The MCA spokesman also said taking pot shots would not resolve anything.
“You’ll get some support and maybe a lot of clicks on an article, but that’s it. However, at the end of the day, it gets us no where,” the MCA religious harmony bureau chairman told FMT in responding to Nazri’s latest jab at him.
Nazri, who is an Umno supreme council member, had yesterday slammed MCA and Ti for criticising him for backing a rally being organised by PAS in support of strengthening the shariah court’s powers.
The Padang Rengas lawmaker had said: “Who is MCA to talk about this? Do they think that they are a ‘super party’? It is so obvious that MCA has a short man’s inferiority complex.”
Nazri had also said Ti was “empty up there”.
Ti, who is also an MCA central working committee member, said while he expected differences in opinions in a coalition, there were ways to convey one’s point across.
The public and the party, he added, would respect a dissenting view, even if at the end of the day both parties decided to “agree-to-disagree”.
Hitting below the belt, Ti said, would only create resentment between the two components in BN.
Infighting, he added, was something the ruling coalition could do without, especially as the 14th general election inches closer.
“But I guess sometimes it’s easier to hit below the belt than come up with constructive criticisms,” he said, returning the jab.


Scan the entries below for the word "with", then copy each line that holds it.

Data entries for graphics:
= = = = = = =

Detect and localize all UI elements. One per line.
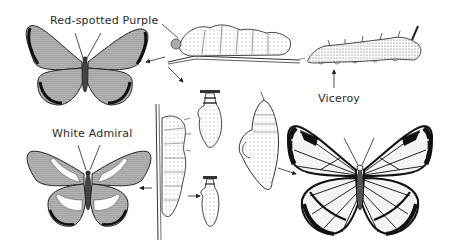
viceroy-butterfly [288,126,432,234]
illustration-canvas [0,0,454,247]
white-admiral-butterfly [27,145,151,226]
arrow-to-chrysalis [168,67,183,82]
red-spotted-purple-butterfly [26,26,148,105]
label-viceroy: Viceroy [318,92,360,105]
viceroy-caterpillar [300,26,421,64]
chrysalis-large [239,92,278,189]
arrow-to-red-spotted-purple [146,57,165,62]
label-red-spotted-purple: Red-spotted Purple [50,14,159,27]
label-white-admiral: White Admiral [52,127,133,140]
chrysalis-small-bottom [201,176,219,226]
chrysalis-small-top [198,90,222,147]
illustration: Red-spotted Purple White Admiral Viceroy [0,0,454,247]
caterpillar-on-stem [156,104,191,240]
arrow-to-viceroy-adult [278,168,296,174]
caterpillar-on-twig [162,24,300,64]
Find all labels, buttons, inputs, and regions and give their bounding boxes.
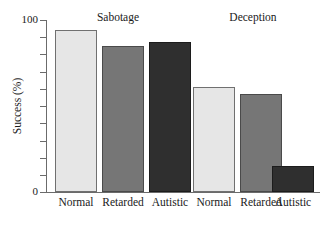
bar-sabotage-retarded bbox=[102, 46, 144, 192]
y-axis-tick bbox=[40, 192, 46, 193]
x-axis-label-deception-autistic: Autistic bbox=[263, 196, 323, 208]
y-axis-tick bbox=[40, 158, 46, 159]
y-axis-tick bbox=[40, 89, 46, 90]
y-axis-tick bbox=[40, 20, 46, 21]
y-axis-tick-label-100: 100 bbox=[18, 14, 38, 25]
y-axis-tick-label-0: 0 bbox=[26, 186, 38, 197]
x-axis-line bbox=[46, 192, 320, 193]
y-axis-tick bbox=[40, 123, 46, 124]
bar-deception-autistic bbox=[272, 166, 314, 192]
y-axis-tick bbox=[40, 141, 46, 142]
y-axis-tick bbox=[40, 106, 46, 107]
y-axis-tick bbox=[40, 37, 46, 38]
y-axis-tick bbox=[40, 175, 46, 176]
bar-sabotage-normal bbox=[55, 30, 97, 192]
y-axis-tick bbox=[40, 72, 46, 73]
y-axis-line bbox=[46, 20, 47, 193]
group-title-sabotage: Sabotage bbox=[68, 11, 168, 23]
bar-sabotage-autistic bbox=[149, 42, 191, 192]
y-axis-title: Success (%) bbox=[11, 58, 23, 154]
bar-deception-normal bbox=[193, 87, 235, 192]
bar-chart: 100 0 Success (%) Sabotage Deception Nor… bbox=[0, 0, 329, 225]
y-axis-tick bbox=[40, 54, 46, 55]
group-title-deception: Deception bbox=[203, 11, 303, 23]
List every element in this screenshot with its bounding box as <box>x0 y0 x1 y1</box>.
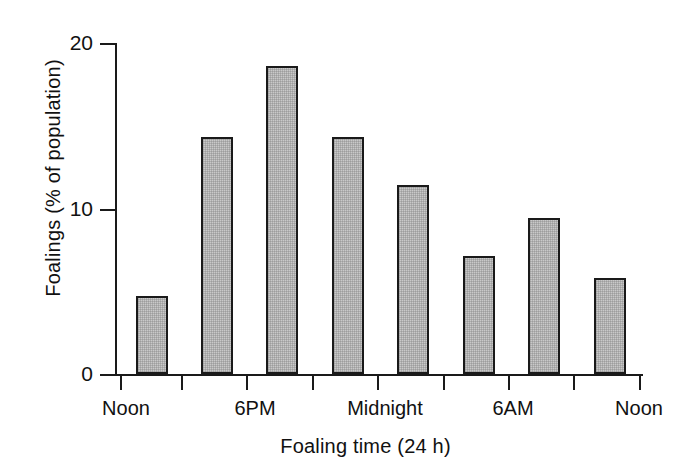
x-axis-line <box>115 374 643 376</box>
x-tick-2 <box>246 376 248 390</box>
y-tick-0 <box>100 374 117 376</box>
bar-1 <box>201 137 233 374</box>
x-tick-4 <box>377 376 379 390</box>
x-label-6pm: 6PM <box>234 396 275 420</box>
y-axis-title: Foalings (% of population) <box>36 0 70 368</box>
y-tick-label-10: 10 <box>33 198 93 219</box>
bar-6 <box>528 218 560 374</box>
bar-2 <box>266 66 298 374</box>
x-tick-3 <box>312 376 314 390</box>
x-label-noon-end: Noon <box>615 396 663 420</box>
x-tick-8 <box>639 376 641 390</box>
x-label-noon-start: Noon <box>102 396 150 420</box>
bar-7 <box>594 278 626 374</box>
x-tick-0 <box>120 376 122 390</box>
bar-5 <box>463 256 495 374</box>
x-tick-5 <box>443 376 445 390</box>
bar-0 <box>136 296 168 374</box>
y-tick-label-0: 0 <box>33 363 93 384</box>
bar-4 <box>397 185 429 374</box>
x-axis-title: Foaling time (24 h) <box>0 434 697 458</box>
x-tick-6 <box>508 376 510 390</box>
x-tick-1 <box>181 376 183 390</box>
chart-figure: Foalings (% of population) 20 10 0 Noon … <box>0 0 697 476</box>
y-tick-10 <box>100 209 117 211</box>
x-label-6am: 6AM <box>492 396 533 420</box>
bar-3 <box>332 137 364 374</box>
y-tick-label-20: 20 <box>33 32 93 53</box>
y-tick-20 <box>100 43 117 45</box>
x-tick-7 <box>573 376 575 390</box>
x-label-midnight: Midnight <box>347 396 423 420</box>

= = = = = = =

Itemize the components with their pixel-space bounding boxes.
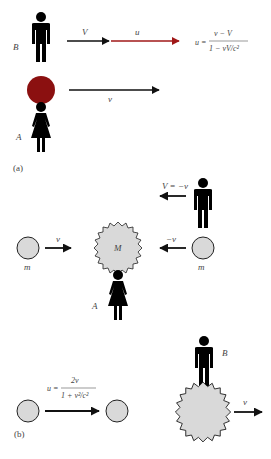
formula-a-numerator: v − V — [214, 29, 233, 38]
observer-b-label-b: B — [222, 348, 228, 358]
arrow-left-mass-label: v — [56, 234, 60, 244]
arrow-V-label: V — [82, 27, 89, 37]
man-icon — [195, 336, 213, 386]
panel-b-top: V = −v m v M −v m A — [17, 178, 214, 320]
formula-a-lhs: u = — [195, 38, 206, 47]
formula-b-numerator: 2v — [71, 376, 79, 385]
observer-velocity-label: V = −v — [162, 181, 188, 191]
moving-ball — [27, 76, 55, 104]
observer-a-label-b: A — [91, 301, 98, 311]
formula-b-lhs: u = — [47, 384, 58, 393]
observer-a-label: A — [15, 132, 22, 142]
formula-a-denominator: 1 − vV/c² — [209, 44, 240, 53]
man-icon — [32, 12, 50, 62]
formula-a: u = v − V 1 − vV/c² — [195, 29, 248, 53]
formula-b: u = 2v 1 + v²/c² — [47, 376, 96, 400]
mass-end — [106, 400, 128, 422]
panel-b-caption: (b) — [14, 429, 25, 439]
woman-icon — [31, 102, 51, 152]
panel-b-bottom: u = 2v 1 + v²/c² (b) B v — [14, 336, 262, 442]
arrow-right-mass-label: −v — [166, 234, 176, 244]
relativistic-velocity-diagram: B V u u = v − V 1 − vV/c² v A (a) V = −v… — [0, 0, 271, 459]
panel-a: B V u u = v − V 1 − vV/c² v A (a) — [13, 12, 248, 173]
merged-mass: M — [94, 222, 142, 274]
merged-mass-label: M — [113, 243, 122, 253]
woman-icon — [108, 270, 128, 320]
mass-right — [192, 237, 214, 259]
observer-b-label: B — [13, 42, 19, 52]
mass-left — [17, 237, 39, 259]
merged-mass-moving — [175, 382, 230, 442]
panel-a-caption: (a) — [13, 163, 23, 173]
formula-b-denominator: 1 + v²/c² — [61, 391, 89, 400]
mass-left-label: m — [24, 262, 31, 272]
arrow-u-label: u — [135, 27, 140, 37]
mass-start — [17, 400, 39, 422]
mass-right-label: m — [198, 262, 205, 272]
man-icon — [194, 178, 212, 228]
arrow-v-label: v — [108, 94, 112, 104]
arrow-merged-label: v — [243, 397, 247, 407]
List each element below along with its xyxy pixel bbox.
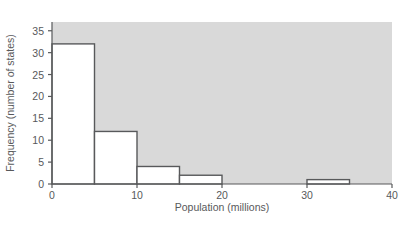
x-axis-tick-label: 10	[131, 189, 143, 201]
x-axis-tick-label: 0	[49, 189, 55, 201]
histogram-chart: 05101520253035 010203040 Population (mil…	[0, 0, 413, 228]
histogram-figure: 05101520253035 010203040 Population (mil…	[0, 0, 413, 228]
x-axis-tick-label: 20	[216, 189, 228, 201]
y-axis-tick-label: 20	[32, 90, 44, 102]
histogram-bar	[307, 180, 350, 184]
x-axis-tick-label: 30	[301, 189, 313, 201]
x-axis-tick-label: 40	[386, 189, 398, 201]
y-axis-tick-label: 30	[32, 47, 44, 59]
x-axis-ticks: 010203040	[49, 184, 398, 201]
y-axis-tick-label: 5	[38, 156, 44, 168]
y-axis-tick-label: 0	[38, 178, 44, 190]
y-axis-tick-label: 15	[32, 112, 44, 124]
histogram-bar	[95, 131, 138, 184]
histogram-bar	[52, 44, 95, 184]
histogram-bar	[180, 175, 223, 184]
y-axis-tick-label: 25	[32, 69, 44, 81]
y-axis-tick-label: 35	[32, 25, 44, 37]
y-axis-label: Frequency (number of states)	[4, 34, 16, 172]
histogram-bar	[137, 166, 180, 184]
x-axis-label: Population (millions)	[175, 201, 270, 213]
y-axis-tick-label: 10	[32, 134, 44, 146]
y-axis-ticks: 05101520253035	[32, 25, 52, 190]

= = = = = = =

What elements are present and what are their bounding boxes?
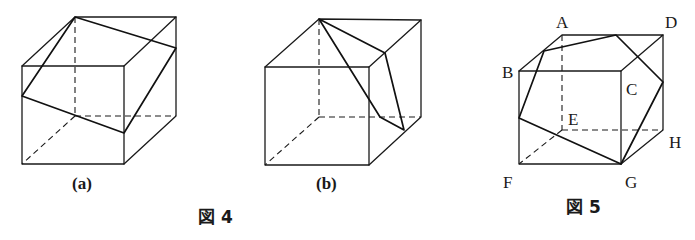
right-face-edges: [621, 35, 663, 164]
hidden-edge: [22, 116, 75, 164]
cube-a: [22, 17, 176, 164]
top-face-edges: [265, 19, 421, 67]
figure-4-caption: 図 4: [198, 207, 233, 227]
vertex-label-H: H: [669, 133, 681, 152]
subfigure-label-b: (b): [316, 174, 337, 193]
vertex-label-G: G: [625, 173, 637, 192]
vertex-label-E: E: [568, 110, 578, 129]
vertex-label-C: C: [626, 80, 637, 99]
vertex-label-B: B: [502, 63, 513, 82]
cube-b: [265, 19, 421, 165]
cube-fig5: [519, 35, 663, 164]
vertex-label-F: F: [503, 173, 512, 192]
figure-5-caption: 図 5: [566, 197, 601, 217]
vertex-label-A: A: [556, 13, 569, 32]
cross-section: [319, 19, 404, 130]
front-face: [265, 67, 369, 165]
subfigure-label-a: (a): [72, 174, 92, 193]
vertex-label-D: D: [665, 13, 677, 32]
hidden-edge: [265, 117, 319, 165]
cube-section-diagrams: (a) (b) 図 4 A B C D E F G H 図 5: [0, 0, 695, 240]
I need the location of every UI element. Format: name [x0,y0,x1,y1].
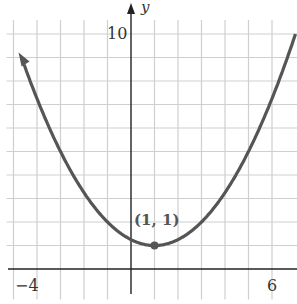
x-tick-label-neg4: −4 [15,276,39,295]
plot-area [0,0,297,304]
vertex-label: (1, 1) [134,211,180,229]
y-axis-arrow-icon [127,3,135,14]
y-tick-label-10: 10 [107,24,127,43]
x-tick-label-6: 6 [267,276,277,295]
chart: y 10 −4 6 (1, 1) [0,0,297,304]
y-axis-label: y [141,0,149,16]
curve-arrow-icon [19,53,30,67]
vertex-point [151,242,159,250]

= = = = = = =

Worked solution:
List every element in this screenshot with its bounding box as <box>x0 y0 x1 y1</box>.
Itemize the components with their pixel-space bounding boxes.
List each element below along with its xyxy pixel bbox.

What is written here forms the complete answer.